For a handful of people on September 11,2001,some seemingly inconsequential decisions — stepping out for a smoke,taking a different subway route,even waking up late because of a late night football game on TV — made the difference between living and dying.
Greer Epstein,an executive director at Morgan Stanley,never took breaks. She rarely left her office on the 67th floor of the World Trade Centre because she never had time.
But 20 minutes before 9 a.m.,one of her buddies called. “How about getting a cigarette?”
While riding down the elevator,she felt a jolt,but ignored it since the elevators had always acted strangely.
When she stepped outside to light up,she saw people frozen in place,their eyes fixed to the sky. As she stared at the fire and smoke billowing from a hole in the North Tower,she wondered: “How do they fix something like that?”

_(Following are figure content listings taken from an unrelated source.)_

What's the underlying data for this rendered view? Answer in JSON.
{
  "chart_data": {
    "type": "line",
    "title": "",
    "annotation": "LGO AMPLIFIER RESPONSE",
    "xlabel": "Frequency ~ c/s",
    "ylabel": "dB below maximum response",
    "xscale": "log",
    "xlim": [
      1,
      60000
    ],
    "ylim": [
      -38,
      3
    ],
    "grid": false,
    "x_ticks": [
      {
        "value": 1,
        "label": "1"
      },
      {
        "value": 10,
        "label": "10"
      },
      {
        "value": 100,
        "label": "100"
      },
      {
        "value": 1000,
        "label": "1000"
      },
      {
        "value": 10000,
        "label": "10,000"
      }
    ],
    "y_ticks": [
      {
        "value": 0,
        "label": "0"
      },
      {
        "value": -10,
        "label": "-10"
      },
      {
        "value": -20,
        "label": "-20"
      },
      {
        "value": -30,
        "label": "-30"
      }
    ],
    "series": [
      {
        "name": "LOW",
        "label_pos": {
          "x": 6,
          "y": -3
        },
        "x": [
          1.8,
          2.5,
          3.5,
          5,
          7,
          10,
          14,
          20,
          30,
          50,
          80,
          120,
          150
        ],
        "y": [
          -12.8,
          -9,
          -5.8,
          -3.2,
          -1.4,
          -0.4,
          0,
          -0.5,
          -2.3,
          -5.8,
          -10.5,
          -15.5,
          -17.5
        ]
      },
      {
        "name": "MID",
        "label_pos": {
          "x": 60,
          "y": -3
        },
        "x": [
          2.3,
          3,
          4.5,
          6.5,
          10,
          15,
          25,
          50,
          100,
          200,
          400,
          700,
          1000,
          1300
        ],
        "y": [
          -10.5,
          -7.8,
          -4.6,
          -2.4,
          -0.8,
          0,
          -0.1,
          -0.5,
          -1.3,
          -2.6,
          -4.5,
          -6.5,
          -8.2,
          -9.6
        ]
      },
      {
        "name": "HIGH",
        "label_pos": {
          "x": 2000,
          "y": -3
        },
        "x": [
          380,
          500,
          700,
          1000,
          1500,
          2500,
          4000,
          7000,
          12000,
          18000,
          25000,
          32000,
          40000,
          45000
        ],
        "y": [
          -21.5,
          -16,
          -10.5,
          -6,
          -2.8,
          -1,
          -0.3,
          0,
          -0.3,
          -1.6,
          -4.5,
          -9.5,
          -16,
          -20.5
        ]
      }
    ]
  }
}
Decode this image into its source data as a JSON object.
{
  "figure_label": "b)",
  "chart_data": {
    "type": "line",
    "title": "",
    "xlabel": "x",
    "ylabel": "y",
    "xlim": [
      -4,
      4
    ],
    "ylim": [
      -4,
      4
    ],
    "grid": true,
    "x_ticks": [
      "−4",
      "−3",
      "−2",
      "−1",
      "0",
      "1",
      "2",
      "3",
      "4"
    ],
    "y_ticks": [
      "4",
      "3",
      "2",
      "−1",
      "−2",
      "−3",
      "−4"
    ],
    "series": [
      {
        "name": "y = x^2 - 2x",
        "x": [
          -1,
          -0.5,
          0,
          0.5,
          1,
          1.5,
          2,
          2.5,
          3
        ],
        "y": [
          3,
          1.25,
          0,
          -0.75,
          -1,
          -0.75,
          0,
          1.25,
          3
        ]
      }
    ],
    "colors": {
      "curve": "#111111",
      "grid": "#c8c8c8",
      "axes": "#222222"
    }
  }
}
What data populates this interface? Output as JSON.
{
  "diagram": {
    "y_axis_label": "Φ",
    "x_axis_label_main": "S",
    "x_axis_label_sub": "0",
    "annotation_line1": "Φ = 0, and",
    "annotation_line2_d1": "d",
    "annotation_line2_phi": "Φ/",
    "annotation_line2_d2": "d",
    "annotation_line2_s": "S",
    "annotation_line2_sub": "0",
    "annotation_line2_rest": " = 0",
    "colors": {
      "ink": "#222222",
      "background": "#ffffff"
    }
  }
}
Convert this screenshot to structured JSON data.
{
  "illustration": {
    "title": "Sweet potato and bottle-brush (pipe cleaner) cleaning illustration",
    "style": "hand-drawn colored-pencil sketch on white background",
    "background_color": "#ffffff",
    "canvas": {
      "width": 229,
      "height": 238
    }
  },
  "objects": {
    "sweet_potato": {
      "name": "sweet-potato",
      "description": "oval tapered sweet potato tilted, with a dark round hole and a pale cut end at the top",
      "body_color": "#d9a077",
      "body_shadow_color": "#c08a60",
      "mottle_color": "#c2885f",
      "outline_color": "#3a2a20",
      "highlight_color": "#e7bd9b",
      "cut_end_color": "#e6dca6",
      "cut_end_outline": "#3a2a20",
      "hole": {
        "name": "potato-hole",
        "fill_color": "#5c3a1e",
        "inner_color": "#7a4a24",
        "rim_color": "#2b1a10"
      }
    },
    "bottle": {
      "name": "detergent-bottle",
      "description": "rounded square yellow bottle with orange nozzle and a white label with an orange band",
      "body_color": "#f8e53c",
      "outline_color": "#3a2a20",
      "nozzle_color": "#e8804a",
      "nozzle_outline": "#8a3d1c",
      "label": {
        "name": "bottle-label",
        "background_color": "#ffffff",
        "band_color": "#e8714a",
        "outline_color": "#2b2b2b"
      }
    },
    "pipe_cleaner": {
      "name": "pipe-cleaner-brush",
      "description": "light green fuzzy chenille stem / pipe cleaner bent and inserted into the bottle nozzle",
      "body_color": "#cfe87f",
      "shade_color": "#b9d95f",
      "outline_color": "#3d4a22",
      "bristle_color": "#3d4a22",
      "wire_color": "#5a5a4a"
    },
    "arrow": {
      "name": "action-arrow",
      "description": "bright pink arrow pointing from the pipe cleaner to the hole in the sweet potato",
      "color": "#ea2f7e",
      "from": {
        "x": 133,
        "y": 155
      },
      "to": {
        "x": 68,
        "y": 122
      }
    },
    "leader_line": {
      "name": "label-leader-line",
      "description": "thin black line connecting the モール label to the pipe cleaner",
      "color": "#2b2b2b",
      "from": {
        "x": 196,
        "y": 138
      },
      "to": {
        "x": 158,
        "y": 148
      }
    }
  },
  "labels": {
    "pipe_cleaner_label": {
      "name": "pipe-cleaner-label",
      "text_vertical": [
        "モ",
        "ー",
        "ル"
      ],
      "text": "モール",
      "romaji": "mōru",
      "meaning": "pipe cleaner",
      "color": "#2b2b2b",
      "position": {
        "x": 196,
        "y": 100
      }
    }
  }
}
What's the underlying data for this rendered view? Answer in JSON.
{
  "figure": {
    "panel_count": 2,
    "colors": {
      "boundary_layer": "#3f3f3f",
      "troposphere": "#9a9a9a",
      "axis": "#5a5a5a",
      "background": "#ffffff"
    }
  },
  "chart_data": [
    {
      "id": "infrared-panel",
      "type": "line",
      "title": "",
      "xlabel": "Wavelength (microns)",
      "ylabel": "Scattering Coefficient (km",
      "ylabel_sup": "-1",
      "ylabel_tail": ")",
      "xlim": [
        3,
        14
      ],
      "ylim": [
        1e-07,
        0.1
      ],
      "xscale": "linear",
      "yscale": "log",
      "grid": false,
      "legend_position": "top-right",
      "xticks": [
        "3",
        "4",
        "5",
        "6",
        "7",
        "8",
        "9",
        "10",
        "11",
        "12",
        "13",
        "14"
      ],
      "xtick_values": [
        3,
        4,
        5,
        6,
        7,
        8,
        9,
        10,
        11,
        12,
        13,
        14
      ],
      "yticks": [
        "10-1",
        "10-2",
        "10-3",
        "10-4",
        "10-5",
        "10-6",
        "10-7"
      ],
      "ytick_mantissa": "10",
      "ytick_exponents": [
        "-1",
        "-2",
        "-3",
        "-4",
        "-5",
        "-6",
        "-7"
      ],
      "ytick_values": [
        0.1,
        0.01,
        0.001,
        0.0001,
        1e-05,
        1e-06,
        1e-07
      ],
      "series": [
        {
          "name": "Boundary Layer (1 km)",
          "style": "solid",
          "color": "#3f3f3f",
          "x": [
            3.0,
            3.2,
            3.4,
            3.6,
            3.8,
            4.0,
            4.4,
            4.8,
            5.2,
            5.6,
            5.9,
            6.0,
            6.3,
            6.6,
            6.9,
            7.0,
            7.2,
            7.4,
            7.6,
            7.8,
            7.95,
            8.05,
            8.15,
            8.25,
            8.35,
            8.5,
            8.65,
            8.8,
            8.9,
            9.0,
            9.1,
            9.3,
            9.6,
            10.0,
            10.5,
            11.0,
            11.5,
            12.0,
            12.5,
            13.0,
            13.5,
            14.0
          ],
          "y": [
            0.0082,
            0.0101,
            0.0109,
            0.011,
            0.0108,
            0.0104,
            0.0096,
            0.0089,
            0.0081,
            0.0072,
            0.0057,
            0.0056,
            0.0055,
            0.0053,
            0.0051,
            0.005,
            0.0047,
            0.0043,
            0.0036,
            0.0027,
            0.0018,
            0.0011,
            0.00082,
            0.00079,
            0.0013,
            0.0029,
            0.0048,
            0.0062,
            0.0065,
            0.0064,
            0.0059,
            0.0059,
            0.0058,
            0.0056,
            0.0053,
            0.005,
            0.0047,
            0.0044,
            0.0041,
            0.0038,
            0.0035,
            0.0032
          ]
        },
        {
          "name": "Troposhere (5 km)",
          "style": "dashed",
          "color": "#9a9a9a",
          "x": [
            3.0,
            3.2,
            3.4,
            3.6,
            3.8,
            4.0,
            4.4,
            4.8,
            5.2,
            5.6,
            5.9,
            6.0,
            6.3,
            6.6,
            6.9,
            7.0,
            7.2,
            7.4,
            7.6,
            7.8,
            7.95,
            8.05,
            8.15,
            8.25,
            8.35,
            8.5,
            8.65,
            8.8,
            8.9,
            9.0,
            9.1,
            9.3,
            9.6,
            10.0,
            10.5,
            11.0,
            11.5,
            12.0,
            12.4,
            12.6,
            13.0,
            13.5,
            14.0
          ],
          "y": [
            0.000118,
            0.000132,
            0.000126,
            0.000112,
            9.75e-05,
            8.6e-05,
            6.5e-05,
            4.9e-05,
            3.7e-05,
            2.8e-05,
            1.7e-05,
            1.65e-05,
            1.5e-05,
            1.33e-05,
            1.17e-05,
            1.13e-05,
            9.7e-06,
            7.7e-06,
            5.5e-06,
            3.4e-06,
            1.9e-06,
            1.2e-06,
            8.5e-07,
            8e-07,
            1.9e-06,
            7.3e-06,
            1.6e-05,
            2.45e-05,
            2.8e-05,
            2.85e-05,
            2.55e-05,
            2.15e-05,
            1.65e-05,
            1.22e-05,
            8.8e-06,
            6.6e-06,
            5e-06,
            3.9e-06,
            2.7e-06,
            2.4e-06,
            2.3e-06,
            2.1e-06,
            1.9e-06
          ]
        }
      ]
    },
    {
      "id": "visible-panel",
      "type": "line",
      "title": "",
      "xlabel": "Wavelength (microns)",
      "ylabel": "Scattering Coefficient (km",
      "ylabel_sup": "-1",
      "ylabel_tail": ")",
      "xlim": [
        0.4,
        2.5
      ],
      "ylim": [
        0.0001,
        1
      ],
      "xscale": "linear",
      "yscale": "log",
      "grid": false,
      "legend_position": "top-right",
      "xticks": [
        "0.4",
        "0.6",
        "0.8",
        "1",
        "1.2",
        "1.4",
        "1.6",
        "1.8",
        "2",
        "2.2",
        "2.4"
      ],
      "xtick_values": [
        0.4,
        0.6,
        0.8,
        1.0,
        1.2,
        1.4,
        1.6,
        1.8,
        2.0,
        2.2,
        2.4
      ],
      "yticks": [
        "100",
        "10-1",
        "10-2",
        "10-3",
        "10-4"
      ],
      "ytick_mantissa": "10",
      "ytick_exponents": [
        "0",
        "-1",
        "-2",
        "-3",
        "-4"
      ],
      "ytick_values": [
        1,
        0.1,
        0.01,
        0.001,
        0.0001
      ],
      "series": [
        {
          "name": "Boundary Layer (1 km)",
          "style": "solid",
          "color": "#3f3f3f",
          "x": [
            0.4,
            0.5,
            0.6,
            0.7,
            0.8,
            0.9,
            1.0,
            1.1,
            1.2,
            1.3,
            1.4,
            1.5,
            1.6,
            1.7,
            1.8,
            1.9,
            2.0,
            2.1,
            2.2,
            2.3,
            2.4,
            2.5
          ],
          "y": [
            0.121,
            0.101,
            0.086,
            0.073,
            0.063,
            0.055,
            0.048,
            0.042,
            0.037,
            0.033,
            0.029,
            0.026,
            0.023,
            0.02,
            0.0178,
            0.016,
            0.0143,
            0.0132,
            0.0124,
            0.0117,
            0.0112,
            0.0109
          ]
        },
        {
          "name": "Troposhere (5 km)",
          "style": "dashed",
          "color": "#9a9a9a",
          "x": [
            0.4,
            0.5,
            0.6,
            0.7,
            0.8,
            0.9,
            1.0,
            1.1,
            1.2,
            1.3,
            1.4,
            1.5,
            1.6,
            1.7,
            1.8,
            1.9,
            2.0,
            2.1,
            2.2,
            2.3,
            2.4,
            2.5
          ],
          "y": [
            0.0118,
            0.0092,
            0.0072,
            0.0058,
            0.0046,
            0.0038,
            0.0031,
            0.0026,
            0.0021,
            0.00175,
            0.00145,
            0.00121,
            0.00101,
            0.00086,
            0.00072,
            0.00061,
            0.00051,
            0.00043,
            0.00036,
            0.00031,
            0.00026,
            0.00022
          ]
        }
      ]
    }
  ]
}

That’s when a plane flew through her office in the South Tower.
A cigarette break saved her life.
Epstein realised later that had it not been for that rare morning break,she could have lost everything.
“I never took a break before noon,” Epstein was quoted as saying by CNN.
“It was something that happened that day. And thank God it. I was safely out of the building when the plane hit. A fireball went through my office. Had I been sitting there,who knows what would’ve been?”
Today she tells colleagues not to let their lives revolve around their jobs.
“Now I tell people,’Don’t put it off. Take your vacation. Take your time with family.'”
Others,like Daniel Belardinelli,shrugged it off,chalking up their fate to randomness and blind luck.
Belardinelli’s uncle,William Cashman,had planned a trip to Yosemite National Park and invited him to come. Cashman used a friend’s frequent-flier miles for United Airlines Flight 93 from Newark,New Jersey,to San Francisco on 9/11.
A week before the trip,Belardinelli backed out,telling his uncle he had work obligations.
His uncle never made it to Yosemite. He died along with the crew and passengers of Flight 93 who fought back against the hijackers and crashed near Shanksville,Pennsylvania.
At first,Belardinelli wrestled with survivor’s guilt. But after months of grieving,he heeded his father-in-law’s advice: “You gotta live your life. Disasters have happened in the past.”
Rob Herzog believes that he is lucky to be alive now. By 8:45 a.m.,Herzog would normally be at Marsh and McLennan’s office on the 96th floor of the World Trade Centre’s North Tower,where he worked as a vice president of operations for the insurance brokerage company.
That Tuesday,on his way to work,he stopped at a post office near his Upper West Side apartment.
Then he took a local subway train southbound and tried to transfer to an express at the 59th Street station,as he normally would.
“I tried to switch to the express A train,” Herzog said. “It was so crowded,and I’m claustrophobic. I got back into the local train.”
He was running late.
By the time he arrived at the World Trade Center,a Boeing 767 had crashed into his office building.
“I missed it by 5 minutes,” Herzog said.
His company was located below Cantor Fitzgerald Securities,which lost 658 employees in the attack. Marsh & McLennan lost 295 staff members.
“I had tremendous survivor’s guilt,” Herzog said. “All I could think of when I woke up was I should be dead,especially when I went to 15 different memorial services.”